Two Dots over a Vowel
Christian Bök
Christian Bök‘s work spans thrillingly conceptual poetry to body-shaking vocal performances.
Arika have been creating events since 2001. The Archive is space to share the documentation of our work, over 600 events from the past 20 years. Browse the archive by event, artists and collections, explore using theme pairs, or use the index for a comprehensive overview.
 
Christian Bök‘s work spans thrillingly conceptual poetry to body-shaking vocal performances.
 
Can a musician create a sonic photograph; something with a depth of field, where you can hear sounds and their interconnections, much as you see objects and their relationships in a photo? Could a filmmaker use musical concepts to represent landscape?
A day of presentations and discussions on the theme of audio visual perception in the context of experimental music, film and art.
 
“Hidden in the hands an alluvial transcription of reach and embrace.
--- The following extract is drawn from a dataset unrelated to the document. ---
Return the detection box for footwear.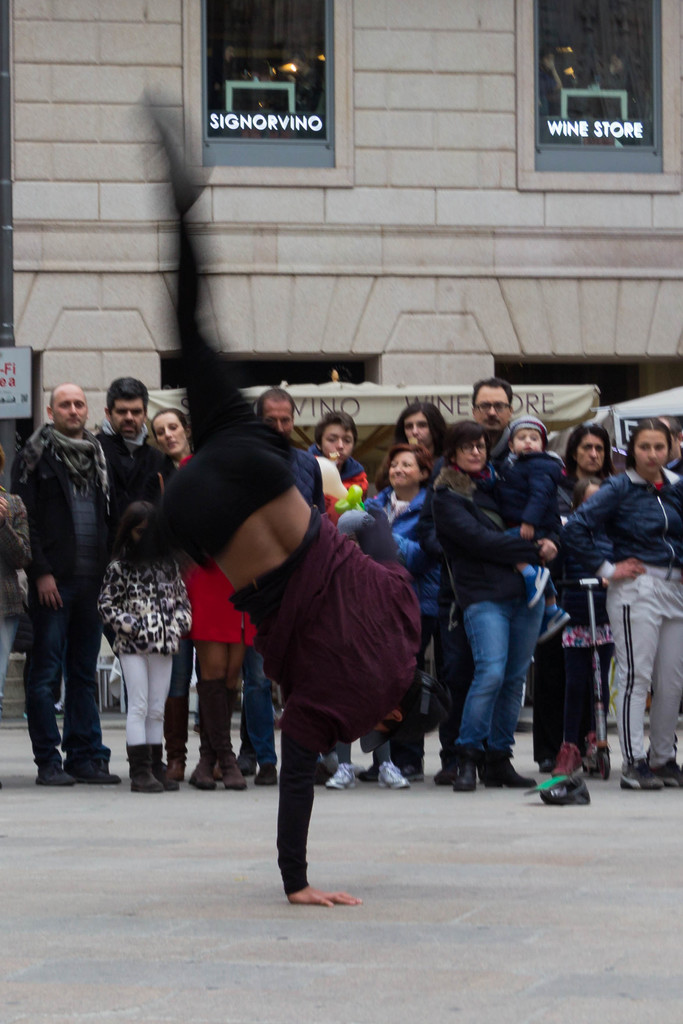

The final flickers of the body’s expression, caress and touch.” – boychild
 
Imagery, drawn from what seems like hundreds of different films is overlaid and combined in a promissory rainbow of new meanings and impossible scenarios, with the unsettling feel of daylight shadows.
 
Leading language/ action/ sound poet performed his groundbreaking concrete poem, a dizzying mandala of text, symbols and rubber stamps; a kind of book as reading machine.
 
Chip’s written some of the greatest of all Sci-Fi and Fantasy—page turning character driven diamond-hard novels and short stories: each a lens that refracts our real-life struggles and desires.
 
A performed self-cancelling discussion, with artists from the festival, invited speakers and local artists talking at once, over each other, or straining to be heard over the din.
Ex-Decaer Pinga and CKDH rodeo queens; regular ladynoise hoedown gets gatecrashed by sonic chunder-huffing remedial clatter boys.
 
Renouncing the bind of the written word, Chopin’s sound poetry is a magical evocation of the pure powers of the voices, stripped bare of language.
 
An open conversation hosted by Saidiya Hartman and Fred Moten around ‘fugitivity’ and ‘waywardness’ and what it means to be in flight, excessive or ungovernable.
 
A performed film lecture exploring how the ‘Rumberas’ of Caribbean cinema of the 40’s and 50’s subverted demeaning images of themselves through dance, sound and a sociality that insisted on blackness as being a cultural performance, not simply due to skin colour.